Estonians can vote over the internet in their national elections. Brazilians vote using electronic terminals that have Braille on the keypads and that have cut the tabulation time from a month to six hours. Some local British elections have let people vote by text message. It’s the year 2015, after all. So why do Canadian elections still happen the centuries-old way — by marking paper ballots and depositing them in a box? Especially when advocates say higher-tech voting methods could make the process more accessible? “There’s a number of reasons,” said Nicole Goodman, research director at the Centre for E-Democracy and an assistant professor at the University of Toronto’s global-affairs school. Goodman has extensively researched internet voting at other levels of government in Canada, particularly municipal elections in Ontario, where in last year’s contests 97 local governments out of 414 offered online voting. At the municipal level, Canada is a world leader in voting via the internet, Goodman says. But so far, no province or federal electoral authority has attempted it even in a small trial. One reason? “Lack of political will,” Goodman said. Elections Canada, by law, has to takes its cues on how to run elections from Parliament, and no recent government has made it a priority to introduce potentially radical new voting methods — especially one such as internet balloting that might get whole new demographics, including traditionally non-voting youth, to suddenly take part. Another concern that has held back any internet voting system is security. “People want 100 per cent assurance that this cannot be tampered with,” said Jean-Pierre Kingsley, Canada’s former chief electoral officer. “I’m absolutely sure that we’ll be able to find something, but at this stage we’re not there yet.”
For example, during the federal NDP’s online voting process that elected Tom Mulcair as leader in 2012, the balloting system was hit with a distributed denial of service, or DDOS, attack by hackers that slowed it down. There is also some evidence that when using electronic voting terminals, ballot secrecy could be compromised if someone employed a form of electronic spying known as Van Eck phreaking.
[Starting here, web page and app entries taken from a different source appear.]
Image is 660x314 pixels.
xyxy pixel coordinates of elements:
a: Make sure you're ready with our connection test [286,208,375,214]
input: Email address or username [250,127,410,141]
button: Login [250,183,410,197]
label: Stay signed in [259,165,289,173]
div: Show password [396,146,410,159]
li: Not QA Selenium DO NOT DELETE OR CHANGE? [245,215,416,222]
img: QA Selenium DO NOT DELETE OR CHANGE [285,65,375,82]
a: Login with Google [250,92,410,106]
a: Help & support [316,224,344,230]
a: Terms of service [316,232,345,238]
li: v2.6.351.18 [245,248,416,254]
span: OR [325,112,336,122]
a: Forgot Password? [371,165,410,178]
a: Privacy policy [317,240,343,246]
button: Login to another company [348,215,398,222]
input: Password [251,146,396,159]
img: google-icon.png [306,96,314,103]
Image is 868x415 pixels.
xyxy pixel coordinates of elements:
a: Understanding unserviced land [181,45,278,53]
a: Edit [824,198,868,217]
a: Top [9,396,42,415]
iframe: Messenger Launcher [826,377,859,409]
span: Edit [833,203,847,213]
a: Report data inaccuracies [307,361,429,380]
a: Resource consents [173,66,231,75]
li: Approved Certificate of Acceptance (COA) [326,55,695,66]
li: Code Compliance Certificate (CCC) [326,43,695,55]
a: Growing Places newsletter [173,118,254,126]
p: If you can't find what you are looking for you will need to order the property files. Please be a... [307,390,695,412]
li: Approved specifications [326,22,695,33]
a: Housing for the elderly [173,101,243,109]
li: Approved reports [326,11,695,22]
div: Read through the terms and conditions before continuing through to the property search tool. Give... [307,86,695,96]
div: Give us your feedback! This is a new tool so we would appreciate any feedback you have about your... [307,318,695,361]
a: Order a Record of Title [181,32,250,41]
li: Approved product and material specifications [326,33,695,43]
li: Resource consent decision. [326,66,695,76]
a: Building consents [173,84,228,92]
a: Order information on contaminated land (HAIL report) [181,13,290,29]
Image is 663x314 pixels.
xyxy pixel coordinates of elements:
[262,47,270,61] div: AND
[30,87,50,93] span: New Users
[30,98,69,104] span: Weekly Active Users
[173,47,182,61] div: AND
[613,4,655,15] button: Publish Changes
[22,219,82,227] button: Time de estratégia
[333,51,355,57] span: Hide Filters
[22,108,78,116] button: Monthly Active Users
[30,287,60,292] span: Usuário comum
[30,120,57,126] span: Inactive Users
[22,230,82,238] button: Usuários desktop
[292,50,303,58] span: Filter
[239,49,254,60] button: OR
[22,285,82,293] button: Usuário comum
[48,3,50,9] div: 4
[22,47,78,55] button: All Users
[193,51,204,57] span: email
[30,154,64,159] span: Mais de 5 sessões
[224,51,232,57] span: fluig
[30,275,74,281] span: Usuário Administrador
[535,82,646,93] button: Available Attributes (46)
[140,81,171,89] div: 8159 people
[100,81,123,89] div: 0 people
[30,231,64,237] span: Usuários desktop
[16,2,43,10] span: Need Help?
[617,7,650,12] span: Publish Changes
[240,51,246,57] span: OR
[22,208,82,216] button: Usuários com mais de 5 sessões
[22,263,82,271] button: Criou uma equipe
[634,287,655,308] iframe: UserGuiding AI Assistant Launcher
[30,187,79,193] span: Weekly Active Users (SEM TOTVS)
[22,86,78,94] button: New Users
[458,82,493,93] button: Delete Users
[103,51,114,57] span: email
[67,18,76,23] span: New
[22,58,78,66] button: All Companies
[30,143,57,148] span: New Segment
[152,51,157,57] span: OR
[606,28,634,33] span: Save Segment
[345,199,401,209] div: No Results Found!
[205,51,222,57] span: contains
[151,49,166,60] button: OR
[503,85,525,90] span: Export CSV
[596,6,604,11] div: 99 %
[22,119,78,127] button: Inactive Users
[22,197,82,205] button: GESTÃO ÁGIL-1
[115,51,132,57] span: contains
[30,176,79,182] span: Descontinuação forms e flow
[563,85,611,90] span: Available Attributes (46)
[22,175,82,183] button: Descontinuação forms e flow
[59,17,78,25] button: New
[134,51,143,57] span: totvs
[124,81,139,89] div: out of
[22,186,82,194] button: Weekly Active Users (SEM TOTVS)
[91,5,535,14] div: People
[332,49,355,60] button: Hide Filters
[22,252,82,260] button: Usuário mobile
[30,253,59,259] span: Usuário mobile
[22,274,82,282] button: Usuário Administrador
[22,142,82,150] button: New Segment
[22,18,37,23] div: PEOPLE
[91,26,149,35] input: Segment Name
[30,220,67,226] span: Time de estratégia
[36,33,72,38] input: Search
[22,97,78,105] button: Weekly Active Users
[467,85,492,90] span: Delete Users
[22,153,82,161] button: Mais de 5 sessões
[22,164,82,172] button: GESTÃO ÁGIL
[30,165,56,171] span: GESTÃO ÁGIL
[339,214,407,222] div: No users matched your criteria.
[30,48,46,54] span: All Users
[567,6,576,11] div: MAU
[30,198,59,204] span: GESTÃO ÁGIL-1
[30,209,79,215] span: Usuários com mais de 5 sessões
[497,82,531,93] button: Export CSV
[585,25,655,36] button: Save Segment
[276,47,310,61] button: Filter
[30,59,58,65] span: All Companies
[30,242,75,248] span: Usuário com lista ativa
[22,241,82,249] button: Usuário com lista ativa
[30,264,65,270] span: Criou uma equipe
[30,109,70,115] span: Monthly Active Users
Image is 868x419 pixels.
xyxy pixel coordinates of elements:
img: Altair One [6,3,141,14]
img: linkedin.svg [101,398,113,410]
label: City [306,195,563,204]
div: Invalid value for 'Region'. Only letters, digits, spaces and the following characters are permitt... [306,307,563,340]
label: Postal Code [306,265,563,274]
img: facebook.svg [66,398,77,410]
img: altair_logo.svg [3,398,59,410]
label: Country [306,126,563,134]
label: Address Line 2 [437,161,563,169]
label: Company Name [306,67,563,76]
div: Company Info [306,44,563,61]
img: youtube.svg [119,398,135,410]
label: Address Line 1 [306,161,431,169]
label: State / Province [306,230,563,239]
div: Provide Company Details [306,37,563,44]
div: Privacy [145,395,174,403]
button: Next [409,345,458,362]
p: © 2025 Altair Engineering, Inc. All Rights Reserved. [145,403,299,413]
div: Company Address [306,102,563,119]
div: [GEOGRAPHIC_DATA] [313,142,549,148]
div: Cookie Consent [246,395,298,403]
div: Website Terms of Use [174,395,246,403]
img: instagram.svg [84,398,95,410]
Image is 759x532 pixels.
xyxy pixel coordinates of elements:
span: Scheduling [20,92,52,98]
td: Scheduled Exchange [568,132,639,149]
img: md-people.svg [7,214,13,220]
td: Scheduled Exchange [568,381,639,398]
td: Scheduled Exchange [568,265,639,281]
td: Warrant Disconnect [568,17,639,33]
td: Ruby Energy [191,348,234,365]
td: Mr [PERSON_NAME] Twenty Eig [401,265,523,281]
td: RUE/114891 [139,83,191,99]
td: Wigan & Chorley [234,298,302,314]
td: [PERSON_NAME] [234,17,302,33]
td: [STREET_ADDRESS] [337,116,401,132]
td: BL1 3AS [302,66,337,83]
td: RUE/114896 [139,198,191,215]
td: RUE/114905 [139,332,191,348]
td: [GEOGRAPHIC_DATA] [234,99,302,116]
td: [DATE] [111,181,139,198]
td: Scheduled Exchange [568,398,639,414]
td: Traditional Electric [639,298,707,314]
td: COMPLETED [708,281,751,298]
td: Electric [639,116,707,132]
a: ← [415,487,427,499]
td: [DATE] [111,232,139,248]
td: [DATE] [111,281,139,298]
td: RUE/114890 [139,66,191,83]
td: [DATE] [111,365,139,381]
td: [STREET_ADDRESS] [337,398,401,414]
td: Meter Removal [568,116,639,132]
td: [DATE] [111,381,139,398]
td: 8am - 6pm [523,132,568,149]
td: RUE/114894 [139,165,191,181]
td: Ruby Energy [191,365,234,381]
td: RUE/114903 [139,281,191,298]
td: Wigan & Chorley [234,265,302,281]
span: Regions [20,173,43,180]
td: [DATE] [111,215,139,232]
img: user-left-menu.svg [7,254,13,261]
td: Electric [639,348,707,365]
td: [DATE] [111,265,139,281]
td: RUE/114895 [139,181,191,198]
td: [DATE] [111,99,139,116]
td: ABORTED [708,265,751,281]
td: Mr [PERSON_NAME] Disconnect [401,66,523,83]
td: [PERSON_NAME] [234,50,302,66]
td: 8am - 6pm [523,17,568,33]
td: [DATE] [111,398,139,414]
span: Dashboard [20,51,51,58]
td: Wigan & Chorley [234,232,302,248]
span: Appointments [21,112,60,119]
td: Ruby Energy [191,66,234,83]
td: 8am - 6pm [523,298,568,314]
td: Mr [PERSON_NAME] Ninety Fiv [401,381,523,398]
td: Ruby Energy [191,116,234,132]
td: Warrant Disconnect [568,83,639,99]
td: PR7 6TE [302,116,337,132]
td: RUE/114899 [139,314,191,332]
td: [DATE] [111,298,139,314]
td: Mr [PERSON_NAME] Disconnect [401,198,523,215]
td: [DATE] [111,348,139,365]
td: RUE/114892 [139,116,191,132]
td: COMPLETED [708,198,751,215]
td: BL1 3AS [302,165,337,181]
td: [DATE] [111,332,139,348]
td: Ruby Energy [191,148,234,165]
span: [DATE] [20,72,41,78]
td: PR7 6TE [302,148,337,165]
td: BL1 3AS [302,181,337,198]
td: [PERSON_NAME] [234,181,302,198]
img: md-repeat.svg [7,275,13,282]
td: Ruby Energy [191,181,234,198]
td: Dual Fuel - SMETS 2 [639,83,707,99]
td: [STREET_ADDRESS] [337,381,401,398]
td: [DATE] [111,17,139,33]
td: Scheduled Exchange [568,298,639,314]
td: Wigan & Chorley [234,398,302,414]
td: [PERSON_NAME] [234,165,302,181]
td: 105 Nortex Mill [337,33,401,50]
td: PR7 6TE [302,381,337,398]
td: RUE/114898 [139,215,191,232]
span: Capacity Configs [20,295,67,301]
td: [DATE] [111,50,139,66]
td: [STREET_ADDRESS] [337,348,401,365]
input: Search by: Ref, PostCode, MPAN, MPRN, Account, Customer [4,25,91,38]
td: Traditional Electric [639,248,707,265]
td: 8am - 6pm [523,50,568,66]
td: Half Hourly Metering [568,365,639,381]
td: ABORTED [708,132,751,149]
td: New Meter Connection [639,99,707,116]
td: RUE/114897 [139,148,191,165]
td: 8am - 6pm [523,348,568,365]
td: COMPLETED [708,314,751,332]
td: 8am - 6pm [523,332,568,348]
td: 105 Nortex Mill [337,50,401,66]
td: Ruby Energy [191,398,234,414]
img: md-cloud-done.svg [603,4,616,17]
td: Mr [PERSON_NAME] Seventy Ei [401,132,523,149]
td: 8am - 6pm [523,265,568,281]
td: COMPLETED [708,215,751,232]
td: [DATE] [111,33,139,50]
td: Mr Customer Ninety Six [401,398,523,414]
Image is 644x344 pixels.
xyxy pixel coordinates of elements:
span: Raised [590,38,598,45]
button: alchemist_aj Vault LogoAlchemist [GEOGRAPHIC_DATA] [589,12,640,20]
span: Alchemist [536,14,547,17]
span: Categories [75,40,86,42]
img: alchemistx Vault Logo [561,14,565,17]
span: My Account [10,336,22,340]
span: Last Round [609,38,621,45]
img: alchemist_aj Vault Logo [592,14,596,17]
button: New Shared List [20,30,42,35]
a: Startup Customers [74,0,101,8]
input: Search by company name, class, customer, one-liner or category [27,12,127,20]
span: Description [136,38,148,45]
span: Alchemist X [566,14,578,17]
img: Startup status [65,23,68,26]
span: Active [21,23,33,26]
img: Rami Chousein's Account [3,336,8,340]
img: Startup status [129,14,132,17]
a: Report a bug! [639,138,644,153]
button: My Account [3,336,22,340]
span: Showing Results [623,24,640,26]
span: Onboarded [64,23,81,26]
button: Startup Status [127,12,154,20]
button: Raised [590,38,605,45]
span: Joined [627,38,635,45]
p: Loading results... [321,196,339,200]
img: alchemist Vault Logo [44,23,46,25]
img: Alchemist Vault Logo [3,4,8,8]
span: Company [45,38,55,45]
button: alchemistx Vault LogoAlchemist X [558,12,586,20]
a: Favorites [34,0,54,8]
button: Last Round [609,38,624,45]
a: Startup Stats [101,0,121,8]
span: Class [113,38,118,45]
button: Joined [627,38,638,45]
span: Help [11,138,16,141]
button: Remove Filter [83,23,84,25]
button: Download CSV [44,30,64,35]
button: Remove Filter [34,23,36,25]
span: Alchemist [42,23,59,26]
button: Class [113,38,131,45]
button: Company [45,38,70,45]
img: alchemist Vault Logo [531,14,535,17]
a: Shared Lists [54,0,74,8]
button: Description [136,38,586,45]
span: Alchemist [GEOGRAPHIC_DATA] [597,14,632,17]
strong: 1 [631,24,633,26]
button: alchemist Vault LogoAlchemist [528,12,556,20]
That’s where an eavesdropper can read the stray electromagnetic waves given off by a computer and determine what was on screen.
Michael McGregor, an assistant professor who studies Canadian political behaviour at Bishop’s University in Quebec, said federal elections in Canada are also extremely straightforward because there’s only one thing to vote for, namely a local MP. Compare that to the municipal level, where voters typically choose local councillor, a mayor and a school board representative. In the United States, there can be two dozen elected offices up for grabs on the same ballot. “It makes counting much more difficult,” he said. “Whereas we have paper voting and we still get the results on election night before we go to bed.
Proponents of voting over the internet or via other electronic means say it could result in higher turnout, but it’s not so clear, the experts say. At best, McGregor said, the evidence is mixed. He sees internet voting as no different than advanced polls in that “it’s not increasing turnout, it’s just people who are already voting.”